El Rufai, Tambuwal, And The Retraining Of Fish – Pius Adesanmi
We are talking of a system which deliberately hired fish for the purpose of flying, Governor Tambuwal of Sokoto is saying that instead of sacking fish that cannot fly like his colleague in Kaduna, he will retrain his own fish till they fly. Stupid populist talk for political gain.
We are talking of a system which deliberately hired fish for the purpose of flying, Governor Tambuwal of Sokoto is saying that instead of sacking fish that cannot fly like his colleague in Kaduna, he will retrain his own fish till they fly. Stupid populist talk for political gain.
I am a teacher. I am a son of teachers, scratch that, make it a son of educationists in the old sense. My earliest memories: long, periodic absences of my parents for obligatory training at
Advanced Teachers College, (ATC), Zaria. Virtually every year, you traveled to Zaria for obligatory teacher training courses, undergoing rigorous training curricula just to maintain your
status as a public primary school teacher.
This past summer, I dusted my mother's archives and stumbled on her materials from ATC in the 1970s. I shook my head. I am not sure that the PhDs we are training in Nigerian Universities today can handle courses designed for my mother and her peers at ATC just to make them better and more effective public primary school teachers.
Then, you have a silly governor from Sokoto, whose primary school teachers make those who failed the Kaduna test look like Harvard graduates, talking populist nonsense.
Some 60% of the teaching corps in our primary schools nationwide are simply not retrainable.
You cannot retrain them. Besides, where and how does Tambuwal propose to retrain his own dead wood? With what resources? These are people who allocate more resources to every imaginable frivolity than education.
Do you remember Oshiomhole’s encounter with a schoolteacher in Edo? Do you remember the tests in Kwara? Do not even get me started with Kogi. Nationwide, we have spent the last three
decades destroying education, hiring bricklayers to teach in our primary schools.
Once you are jobless and sufficiently frustrated and you get a letter of introduction from any politician or big man, we hire you as a schoolteacher. In the process, we have staffed our primary
schools nationwide with fish and ordered them to fly.
Then you have a stupid Governor in Sokoto saying he is going to retrain fish to fly, egged on by idiots playing politics with education and the lives of our children.
This is a serious national problem. I agree with Nasir that those who failed the test should not be in the system as teachers. Identify those who could potentially be absorbed by the Ministry of Agriculture and redeploy them to farms across the state in some practical capacity.
However, the sacking of dead wood is just 1% of the solution and Nasir is making a serious mistake by characteristically overmarketing it as THE SOLUTION. If Nasir is not prepared to
tackle this problem holistically and comprehensively, then he is wasting our time. He imagines that hiring recent graduates is the solution.
The entire environment, the entire architecture, and the atmospherics of the education sector need emergency surgery. How much of his budget is Nasir allocating to education? Does it meet the minimum UN standards? What is being done to enhance teacher training capacity in his state? Even his state University is an apology. What are the specialist filters put in place to ensure that those who apply to fill the vacant positions are not just qualified but are also passionate about teaching?
More questions: in what physical environment are Nasir’s new teachers going to teach and with what pedagogical tools? In those dilapidated classrooms? With wooden slates and other
pedagogical materials donated by UNICEF and Save the Children? How much is he going to pay them?
Any solution that does not start with these and more questions is a Pyrrhic exercise.
Ps:
Senator Shehu Sani is making a lot of noise. Do not worry about him. He is a Nigerian politician. Away from public scrutiny, I wager he is already writing letters of introduction for unqualified jobless relatives and constituents, expecting that, “as a whole Senator of the Federal Republic” he must have a quota of the new teaching positions to be filled.
His enemy, Nasir El Rufai, may or may not oblige him. Beyond all the ad hominems they exchange in public, Nigerian politicians scrupulously respect private quotas across enemy lines.
If Nasir does not oblige him, Senator Sani will make even louder noise in support of NUT. If Nasir obliges him, then he is not serious about his reforms. It would mean that even the new
hires would come from the same atmospherics of nepotism and corruption and letters of introduction from influential Nigerians.
And we will continue the vicious cycle!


ABOUT THIS EXERCISE
Word for word, transcribe the data below from the line with "The height and" to the line with "This screenshot has width=1558, height=759.", keeping both of those lines.

DATA FOR THIS TASK
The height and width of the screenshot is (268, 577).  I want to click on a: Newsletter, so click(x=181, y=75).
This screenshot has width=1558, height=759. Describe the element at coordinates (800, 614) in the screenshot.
---
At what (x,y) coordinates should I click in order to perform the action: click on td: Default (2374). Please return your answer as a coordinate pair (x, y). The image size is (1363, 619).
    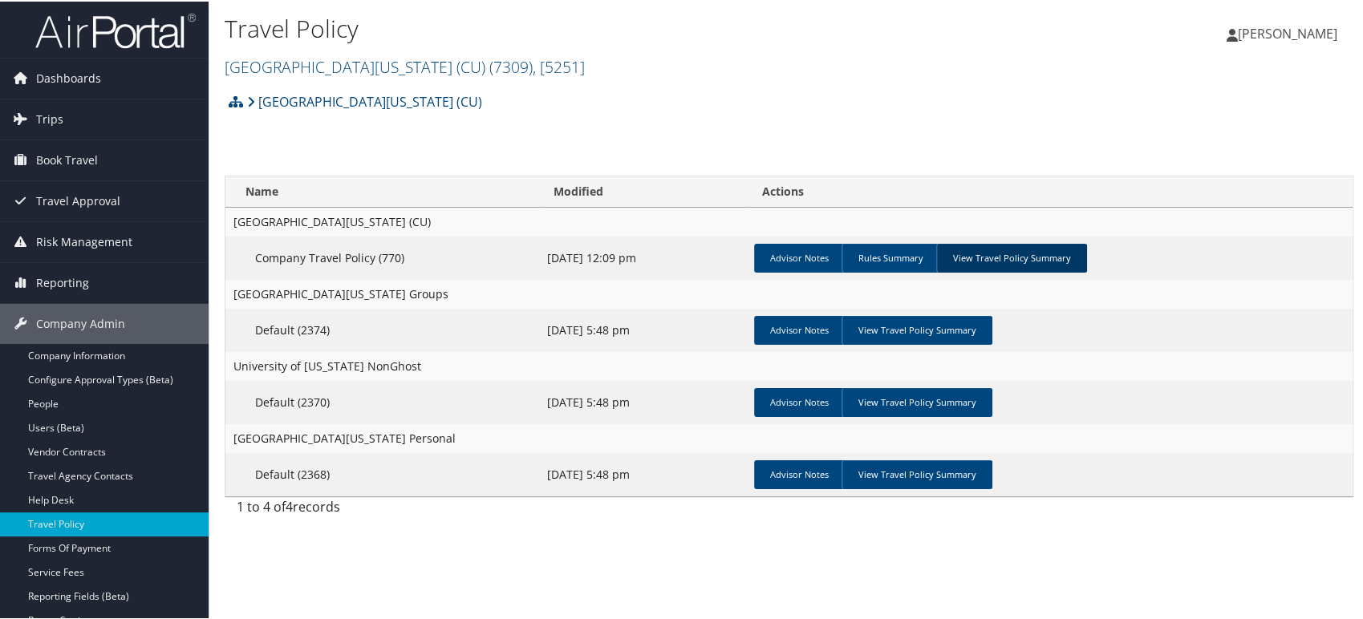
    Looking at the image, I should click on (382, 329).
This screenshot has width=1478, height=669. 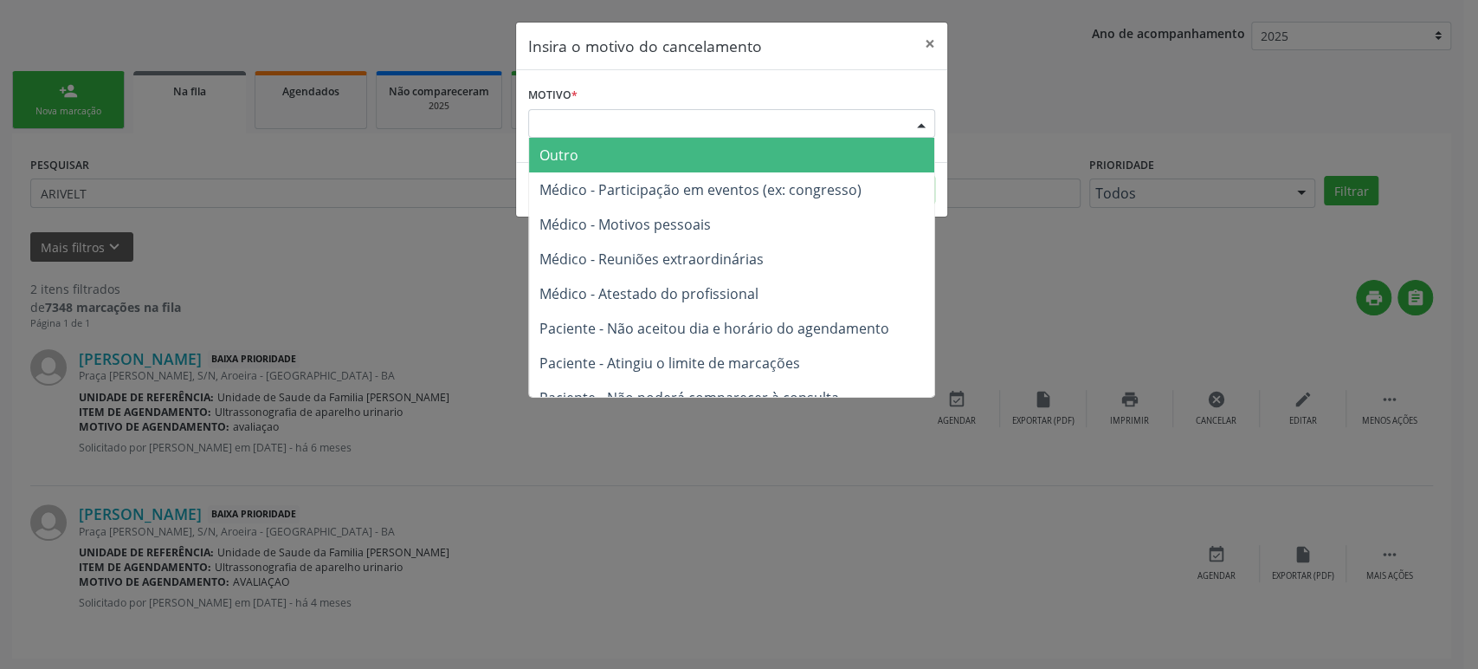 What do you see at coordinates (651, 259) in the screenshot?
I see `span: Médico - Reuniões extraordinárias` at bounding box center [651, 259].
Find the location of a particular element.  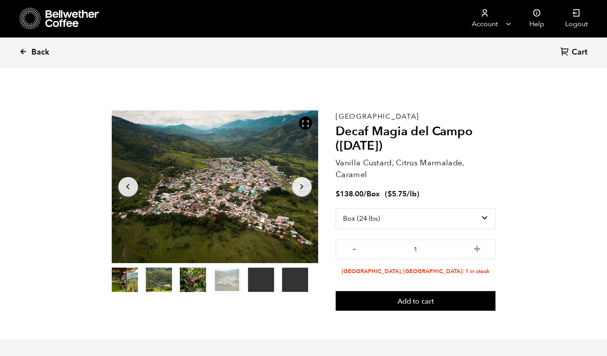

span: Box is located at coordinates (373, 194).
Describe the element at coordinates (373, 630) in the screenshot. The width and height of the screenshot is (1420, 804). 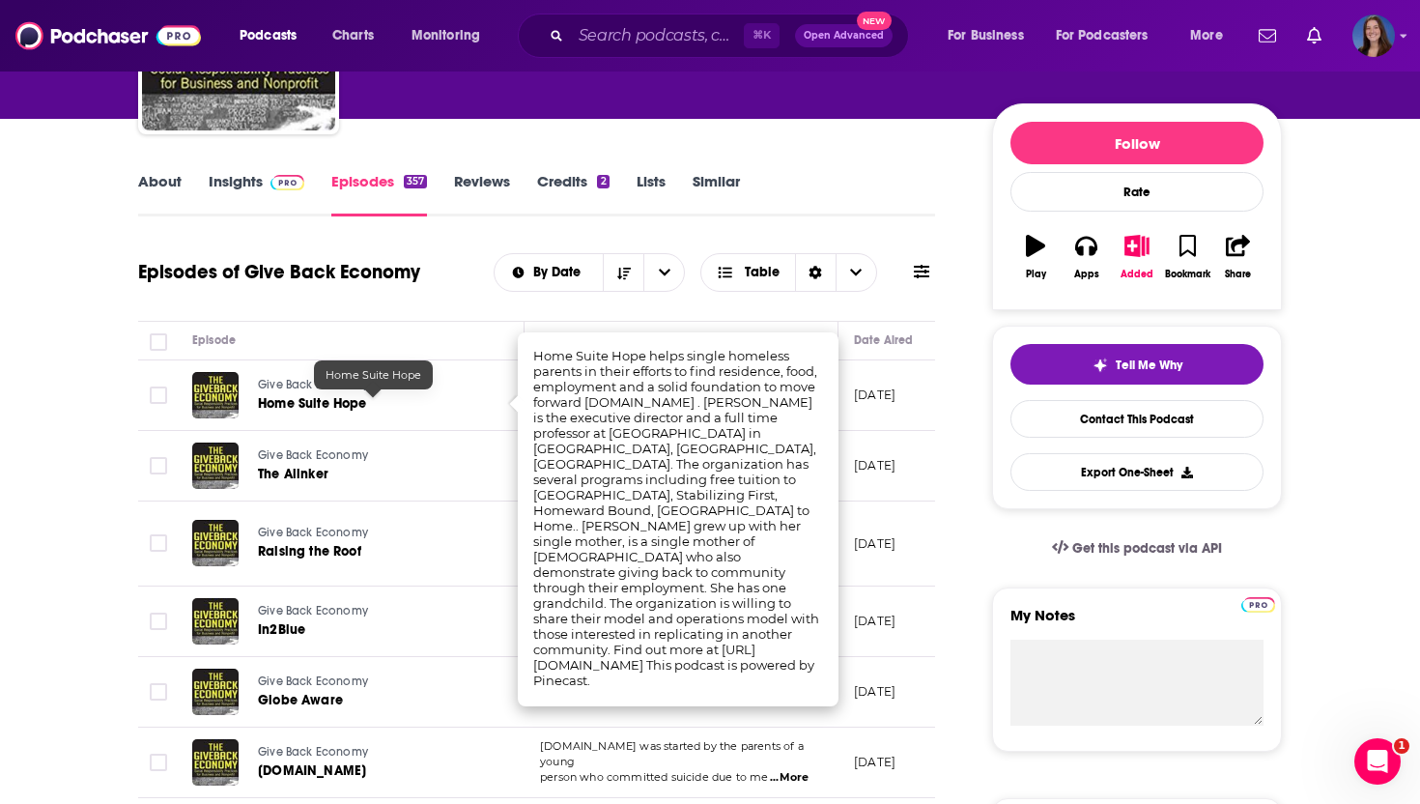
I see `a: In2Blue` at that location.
==
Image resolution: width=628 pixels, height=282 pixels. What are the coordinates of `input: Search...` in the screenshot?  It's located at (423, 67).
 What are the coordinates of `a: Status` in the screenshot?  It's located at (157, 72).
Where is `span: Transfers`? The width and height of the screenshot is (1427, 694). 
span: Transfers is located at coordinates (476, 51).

RESPONSE TO THE TASK
The height and width of the screenshot is (268, 577).  I want to click on a: Newsletter, so click(x=181, y=75).
This screenshot has width=1558, height=759. Describe the element at coordinates (800, 614) in the screenshot.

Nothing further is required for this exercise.